My colleague Inez Feltscher Stepman has noted that this is School Choice Week.
But does school choice actually help kids learn?
Foes of school choice, often teacher unions who see alternative schools as a threat, portray vouchers and charter schools negatively.
But the overwhelming evidence is that school choice does, in fact, help kids learn.
Nick Gillespie over at Reason has done a terrific job of boiling down some of this evidence for the success of school choice. (Reason, by the way, is sponsoring a January 23 event featuring Johns Hopkins' Ashley Rogers Berner, author of Pluralism and American Education: No One Way to School. Details and RSVP are included in Gillespie's article.
Gillespie quotes from A Win-Win Solution: The Empirical Evidence on School Choice, fourth edition, by Greg Foster.
Relying on 100 empirical studies, Foster finds that there is "a vast body of research shows educational choice programs improve academic outcomes for students and schools, saves taxpayers money, reduces segregation in schools and improves students’ civic values."
Here is some evidence (as culled by Gillespie):
- Eighteen empirical studies have examined academic outcomes for school choice participants using random assignment, the gold standard of social science. Of those, 14 find choice improves student outcomes: six find all students benefit and eight find some benefit and some are not visibly affected. Two studies find no visible effect, and two studies find Louisiana's voucher program—where most of the eligible private schools were scared away from the program by an expectation of hostile future action from regulators—had a negative effect.
- Thirty-three empirical studies (including all methods) have examined school choice's effect on students' academic outcomes in public schools. Of those, 31 find choice improved public schools. One finds no visible effect. One finds a negative effect.
- Twenty-eight empirical studies have examined school choice's fiscal impact on taxpayers and public schools. Of these, 25 find school choice programs save money. Three find the programs they study are revenue neutral. No empirical study has found a negative fiscal impact.
- Ten empirical studies have examined school choice and racial segregation in schools. Of those, nine find school choice moves students from more segregated schools into less segregated schools, and one finds no net effect on segregation. No empirical study has found that choice increases racial segregation.
- Eleven empirical studies have examined school choice's effect on civic values and practices, such as respect for the rights of others and civic knowledge. Of those, eight find school choice improves civic values and practices. Three find no visible effect from school choice. No empirical study has found that school choice has a negative effect on civic values and practices.
School choice would be a no-brainer if instead of fighting school choice tooth and nail, unions viewed them as welcome competition.
If school choice poses a threat to established schools, there shouldn't be anything preventing those schools from upping their games and becoming competitive.
That would be the win-win way to look at school choice.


• **What you will do**
Using the material that follows, identify and copy each line with the string "icon".

• **Given records**
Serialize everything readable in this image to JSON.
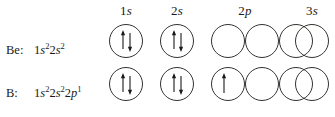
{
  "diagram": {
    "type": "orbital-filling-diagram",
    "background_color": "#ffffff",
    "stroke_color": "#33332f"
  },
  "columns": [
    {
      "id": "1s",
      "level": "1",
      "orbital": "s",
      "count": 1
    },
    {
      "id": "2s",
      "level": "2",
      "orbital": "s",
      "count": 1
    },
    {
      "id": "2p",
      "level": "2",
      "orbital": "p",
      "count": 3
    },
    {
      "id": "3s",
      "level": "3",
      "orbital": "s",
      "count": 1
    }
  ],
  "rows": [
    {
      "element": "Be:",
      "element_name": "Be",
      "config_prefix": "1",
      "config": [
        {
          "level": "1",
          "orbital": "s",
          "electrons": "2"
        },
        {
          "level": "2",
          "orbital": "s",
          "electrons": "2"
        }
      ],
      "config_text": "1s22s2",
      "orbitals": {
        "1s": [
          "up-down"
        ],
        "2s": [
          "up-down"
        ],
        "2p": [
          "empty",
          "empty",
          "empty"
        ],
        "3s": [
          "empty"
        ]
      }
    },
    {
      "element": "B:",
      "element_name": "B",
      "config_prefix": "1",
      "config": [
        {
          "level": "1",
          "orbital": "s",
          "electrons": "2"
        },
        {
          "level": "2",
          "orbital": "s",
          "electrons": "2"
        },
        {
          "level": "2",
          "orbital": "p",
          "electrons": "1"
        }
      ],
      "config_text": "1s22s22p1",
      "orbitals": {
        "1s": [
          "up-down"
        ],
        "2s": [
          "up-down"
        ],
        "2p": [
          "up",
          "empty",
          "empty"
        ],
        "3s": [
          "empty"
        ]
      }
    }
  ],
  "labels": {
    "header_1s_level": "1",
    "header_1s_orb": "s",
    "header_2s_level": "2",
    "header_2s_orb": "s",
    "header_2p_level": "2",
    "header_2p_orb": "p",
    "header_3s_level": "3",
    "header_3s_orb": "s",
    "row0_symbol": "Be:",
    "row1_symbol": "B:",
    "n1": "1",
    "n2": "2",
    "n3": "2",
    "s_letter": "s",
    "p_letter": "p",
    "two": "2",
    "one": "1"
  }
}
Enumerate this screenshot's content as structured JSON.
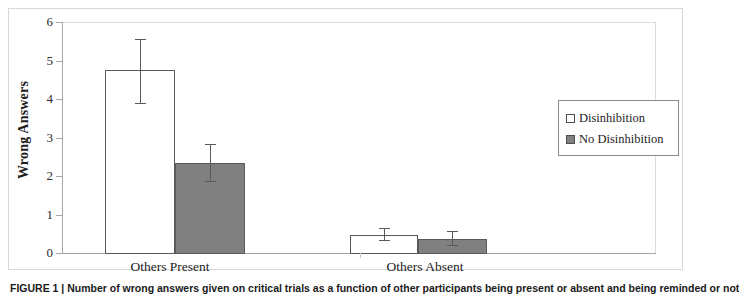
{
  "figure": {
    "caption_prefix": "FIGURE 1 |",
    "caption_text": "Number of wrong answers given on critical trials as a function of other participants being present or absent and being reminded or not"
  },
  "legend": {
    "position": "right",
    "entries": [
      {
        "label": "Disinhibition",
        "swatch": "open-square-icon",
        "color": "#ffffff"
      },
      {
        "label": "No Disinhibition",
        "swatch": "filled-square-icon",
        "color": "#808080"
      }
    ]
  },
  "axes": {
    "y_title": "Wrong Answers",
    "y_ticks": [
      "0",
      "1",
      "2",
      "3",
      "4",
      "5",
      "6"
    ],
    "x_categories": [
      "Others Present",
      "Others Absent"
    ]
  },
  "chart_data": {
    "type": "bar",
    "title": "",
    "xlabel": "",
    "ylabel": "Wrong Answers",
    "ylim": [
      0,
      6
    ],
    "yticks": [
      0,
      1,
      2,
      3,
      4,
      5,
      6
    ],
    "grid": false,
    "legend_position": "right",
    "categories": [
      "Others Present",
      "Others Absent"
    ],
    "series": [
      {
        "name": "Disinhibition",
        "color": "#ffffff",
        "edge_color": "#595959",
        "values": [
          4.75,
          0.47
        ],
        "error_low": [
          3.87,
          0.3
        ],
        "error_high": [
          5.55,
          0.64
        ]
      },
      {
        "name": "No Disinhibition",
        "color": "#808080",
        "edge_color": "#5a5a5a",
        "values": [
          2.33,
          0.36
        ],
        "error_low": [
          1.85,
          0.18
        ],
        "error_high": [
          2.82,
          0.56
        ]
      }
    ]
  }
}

---

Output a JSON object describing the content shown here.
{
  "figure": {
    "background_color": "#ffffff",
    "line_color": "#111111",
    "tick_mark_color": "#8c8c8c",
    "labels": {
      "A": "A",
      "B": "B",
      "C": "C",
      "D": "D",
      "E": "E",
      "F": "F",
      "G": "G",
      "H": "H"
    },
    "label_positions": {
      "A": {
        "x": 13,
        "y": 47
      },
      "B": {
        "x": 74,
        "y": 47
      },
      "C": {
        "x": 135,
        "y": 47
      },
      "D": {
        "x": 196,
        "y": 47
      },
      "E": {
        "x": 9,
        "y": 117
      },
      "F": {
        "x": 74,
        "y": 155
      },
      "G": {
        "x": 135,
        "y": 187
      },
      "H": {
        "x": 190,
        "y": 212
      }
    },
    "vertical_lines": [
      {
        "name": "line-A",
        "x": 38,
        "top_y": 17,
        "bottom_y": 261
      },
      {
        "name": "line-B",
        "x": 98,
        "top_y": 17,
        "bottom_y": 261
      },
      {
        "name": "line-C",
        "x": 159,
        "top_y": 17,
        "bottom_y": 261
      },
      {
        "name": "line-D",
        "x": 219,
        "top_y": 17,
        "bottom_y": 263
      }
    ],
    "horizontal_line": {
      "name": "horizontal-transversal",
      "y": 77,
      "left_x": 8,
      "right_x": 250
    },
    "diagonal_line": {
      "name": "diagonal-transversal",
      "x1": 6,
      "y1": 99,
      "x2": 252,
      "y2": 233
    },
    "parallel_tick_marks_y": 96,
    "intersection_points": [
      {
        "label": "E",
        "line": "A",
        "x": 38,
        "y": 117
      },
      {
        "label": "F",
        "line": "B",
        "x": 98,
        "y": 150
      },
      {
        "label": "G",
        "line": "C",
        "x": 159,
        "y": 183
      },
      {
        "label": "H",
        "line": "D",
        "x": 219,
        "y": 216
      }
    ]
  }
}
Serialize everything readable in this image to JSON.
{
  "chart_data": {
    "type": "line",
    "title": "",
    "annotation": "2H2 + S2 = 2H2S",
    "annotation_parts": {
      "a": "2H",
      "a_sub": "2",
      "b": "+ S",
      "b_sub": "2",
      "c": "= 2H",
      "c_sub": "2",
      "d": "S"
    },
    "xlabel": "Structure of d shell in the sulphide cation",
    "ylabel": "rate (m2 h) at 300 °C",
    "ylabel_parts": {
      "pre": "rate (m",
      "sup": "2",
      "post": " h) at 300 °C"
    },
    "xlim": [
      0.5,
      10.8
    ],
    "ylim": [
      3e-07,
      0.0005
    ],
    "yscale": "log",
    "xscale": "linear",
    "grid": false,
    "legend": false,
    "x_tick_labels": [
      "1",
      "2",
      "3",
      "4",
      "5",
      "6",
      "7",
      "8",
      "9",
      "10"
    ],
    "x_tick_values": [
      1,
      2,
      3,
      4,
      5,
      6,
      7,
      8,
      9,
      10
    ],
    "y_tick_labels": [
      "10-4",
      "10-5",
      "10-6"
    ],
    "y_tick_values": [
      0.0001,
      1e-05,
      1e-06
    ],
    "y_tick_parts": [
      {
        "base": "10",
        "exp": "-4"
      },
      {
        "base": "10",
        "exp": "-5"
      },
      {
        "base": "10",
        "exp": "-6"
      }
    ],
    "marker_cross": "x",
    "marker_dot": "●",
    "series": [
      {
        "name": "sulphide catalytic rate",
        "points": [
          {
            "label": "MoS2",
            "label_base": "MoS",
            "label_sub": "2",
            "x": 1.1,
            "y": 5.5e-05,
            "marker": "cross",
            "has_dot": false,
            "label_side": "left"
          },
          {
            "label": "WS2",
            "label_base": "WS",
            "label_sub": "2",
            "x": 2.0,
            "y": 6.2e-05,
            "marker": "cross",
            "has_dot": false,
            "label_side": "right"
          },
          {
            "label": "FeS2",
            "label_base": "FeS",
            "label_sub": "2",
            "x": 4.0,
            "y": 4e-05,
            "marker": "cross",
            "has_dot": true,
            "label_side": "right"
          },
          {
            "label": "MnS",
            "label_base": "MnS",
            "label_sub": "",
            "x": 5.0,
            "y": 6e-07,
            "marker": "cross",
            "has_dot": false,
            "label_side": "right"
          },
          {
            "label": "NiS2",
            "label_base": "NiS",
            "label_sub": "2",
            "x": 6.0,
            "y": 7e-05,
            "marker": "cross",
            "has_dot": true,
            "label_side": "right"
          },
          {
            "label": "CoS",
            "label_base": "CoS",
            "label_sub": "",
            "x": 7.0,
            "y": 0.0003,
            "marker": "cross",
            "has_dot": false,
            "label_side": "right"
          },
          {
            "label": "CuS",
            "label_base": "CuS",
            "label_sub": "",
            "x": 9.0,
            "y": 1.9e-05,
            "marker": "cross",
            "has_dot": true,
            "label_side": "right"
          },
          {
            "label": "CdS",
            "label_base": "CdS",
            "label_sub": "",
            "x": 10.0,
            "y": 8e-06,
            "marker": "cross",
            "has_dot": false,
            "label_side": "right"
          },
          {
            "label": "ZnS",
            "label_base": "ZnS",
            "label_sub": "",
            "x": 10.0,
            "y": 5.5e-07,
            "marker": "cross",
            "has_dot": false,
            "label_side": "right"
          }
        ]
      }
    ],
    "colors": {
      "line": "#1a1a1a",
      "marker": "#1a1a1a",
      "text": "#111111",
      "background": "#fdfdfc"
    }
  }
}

• **Response to this task**
        "swatch": "open-square-icon",
        "swatch": "filled-square-icon",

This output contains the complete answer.